Authorities on Tuesday focused on western Montana and southwest Canada in the search for an escaped convict from Arizona and his suspected accomplice who fashion themselves a present-day “Bonnie and Clyde.”
US marshals said there have been reports that the accomplice, Casslyn Welch, was spotted on Monday at a restaurant in St Mary, Montana, near Glacier National Park, and in southwestern Canada.
Montana’s acting marshal, Rod Ostermiller, said there were multiple other tips from the Glacier area, but he didn’t say whether any included sightings of escapee John McCluskey. The national park abuts the Canadian border in rugged terrain, but the border to the east, along the Blackfeet Indian Reservation, is fairly flat.
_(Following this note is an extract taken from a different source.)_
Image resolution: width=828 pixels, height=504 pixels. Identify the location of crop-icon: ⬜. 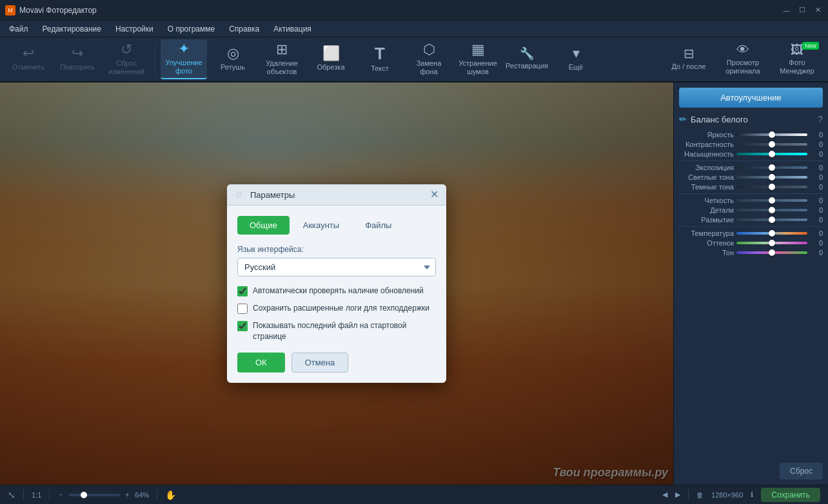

“These guys have the ability to get in the car and move relatively easily,” said Fidencio Rivera, chief deputy US marshal for the Arizona district, explaining the wide search area.
A US Border Patrol helicopter joined the search on Tuesday, but authorities on both sides of the rambling border acknowledged it was impossible to completely secure it.
Glacier County Undersheriff Jeff Fauque said there are several, small roads that cross into Canada.
“If you are really dedicated to getting across without being detected, you can do it,” he said.
Sergeant Patrick Webb, a spokesman for the Royal Canadian Mounted Police in Calgary, Alberta, said Mounties were checking out reports of sightings, but none has been substantiated.
Rivera said the couple have connections in Montana, and marshals are also pursuing leads in Indiana and Pennsylvania, where the fugitives also have ties. Rivera promised more arrests of people suspected of helping the pair and said details would be announced later in the day.
The Arizona attorney general’s office on Monday charged two women, including McCluskey’s mother, with helping the inmates after they escaped.
Another prisoner who escaped with McCluskey waived his right to fight extradition to Arizona.
Tracy Province, 42, appeared in court in Cody on Tuesday, one day after he was captured in the small town of Meeteetse. He waived the right to fight extradition to Arizona and signed a waiver form in handcuffs.
Given the attention the case has received, Park County Circuit Judge Bruce Waters said he expected Province to be returned to Arizona soon.
Province was caught on Monday as he walked in sleepy Meeteetse, Wyoming, steps from a church where he sat in the pews a day earlier and sang Your Grace Is Enough. A woman he talked to after church recognized him from a photograph shown on television, but he went undetected at one of the town’s two bars the night before, even though his photo was broadcast on The Cowboy Bar’s television during the news.